For those individuals with short memories, Steve Jobs of Apple Computer is the technical guru who led his company to prominence with the iMac and the iPod. But this recent success is the second act of a business career that has spanned many highs and lows over its long course. For Alan Deutschman, author of The Second Coming of Steve Jobs, the tile subject is the comeback kid of the technical business world. Jobs began his Macintosh Company as a rival to IBM. His company remains the greatest rival to Bill Gates' behemoth company Microsoft. How did Jobs accomplish this? What is his leadership style that enabled him to scale such heights?
Deutchman, a great storyteller, begins his text with Jobs expulsion as leader of the company he founded in 1985 and ends with Jobs' return and success. Rather than merely lauding his subject, the author looks into why Jobs was evicted by the company as well as his decision to lead the company again. He tells a story of a corporate fall from grace and a return, rather than merely calling Jobs a great leader. The reader understands why Jobs' occasionally dark, but always charismatic style of dominating whatever organization he becomes a part of can be ineffective at times and effective at others.

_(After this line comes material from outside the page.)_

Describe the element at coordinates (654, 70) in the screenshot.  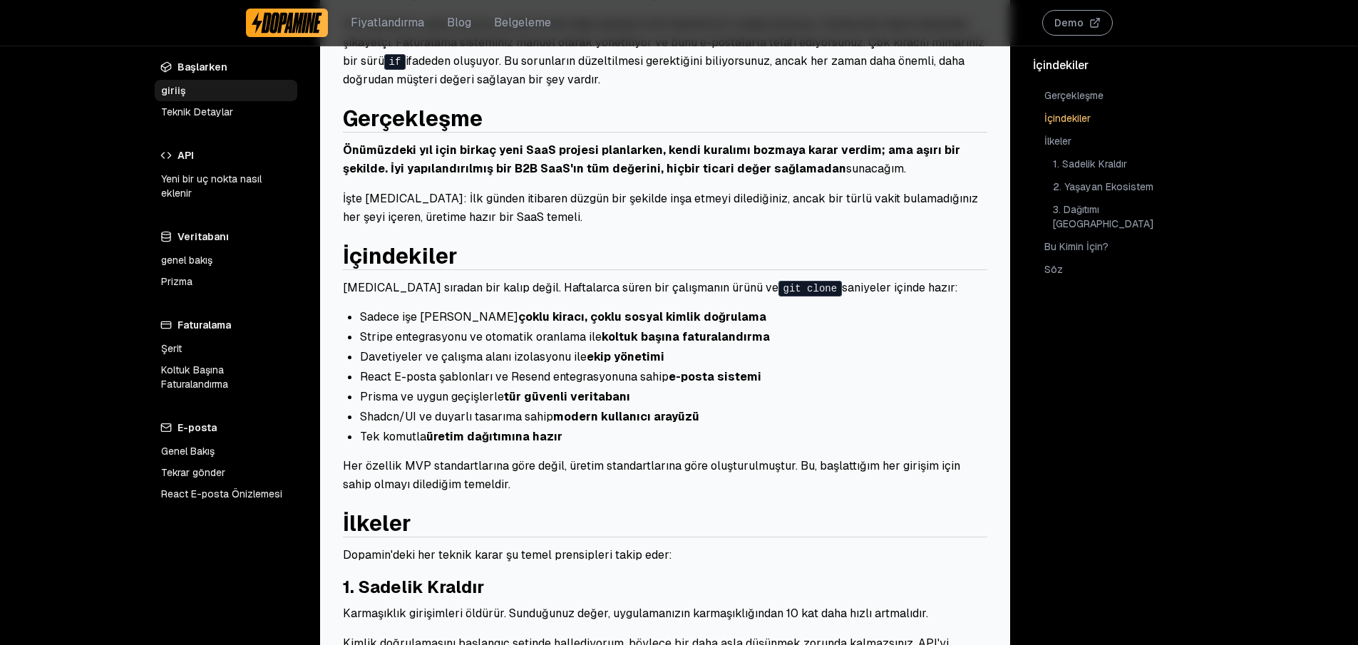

The author examines Jobs' difficulties creating the Next computer company after leaving Apple and how Jobs managed to turn his previous failures into successes with the Pixar animation system deployed to such acclaim in the two "Toy Story" movies. The climax of the book is Jobs' ultimate, successful reclamation of the Apple crown of leadership. Throughout all of these experiences, it becomes clear that innovation and vision is key to Jobs. One of the funniest and most classic illustration of Jobs offbeat 'California' ethos is when Jobs announces that the new iMac will be available to consumers in fruit-flavored colors. Bill Gates, writes Deutschman, is perplexed-who cares about the color of the computer, so long as it works? But innovation and customization have become the wave of the future, thanks to Jobs.

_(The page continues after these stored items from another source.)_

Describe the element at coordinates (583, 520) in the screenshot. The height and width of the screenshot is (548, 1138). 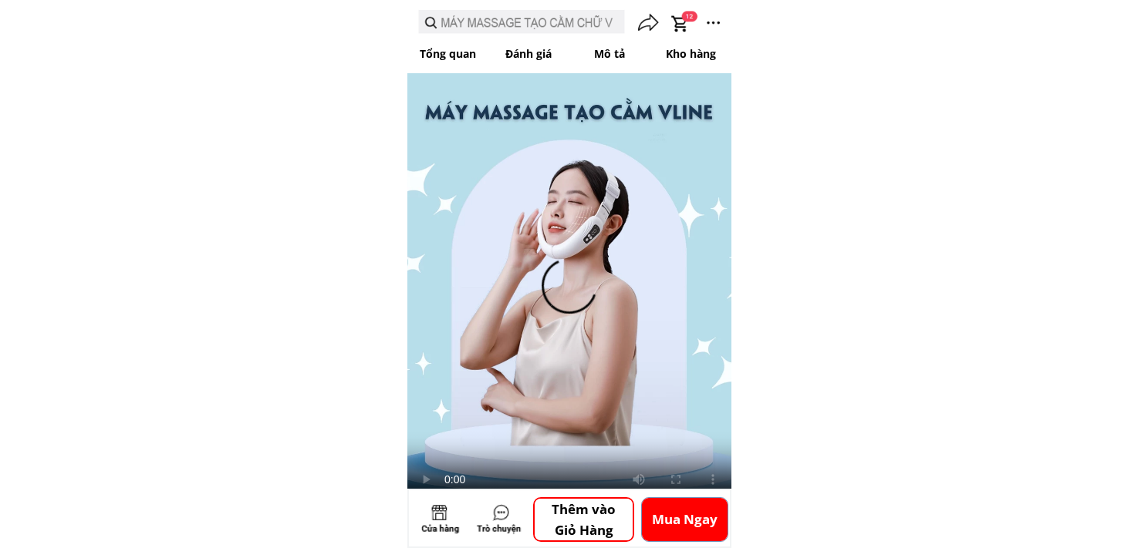
I see `p: Thêm vào Giỏ Hàng` at that location.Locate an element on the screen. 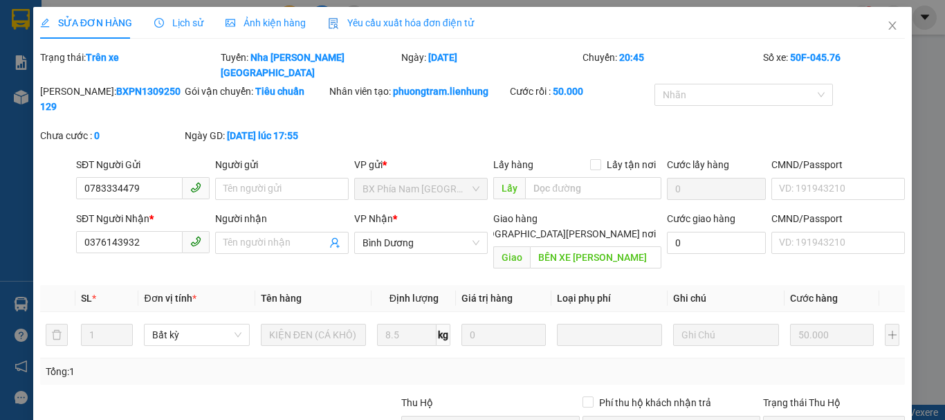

Jobs openly based his iMac's advertising on image, rather than function, an unheard-of focus in the computer industry. He used a $100-million dollar a-year advertising campaign that mimicked example of Nike that communicated the ethos of what Nikes as a brand represented -- youth and athleticism, rather than technical aspect of the shoes. In fact, log onto Apple's corporate website today at http://www.apple.com / and be granted with a vision, not of a computer, but of the phrase "Tiger Unleashed." The cool, silver lettering and boxed design of the site are quite similar to Nike's own website at Niketown.com, which promotes the image of beauty and athletes bodies rather than its product.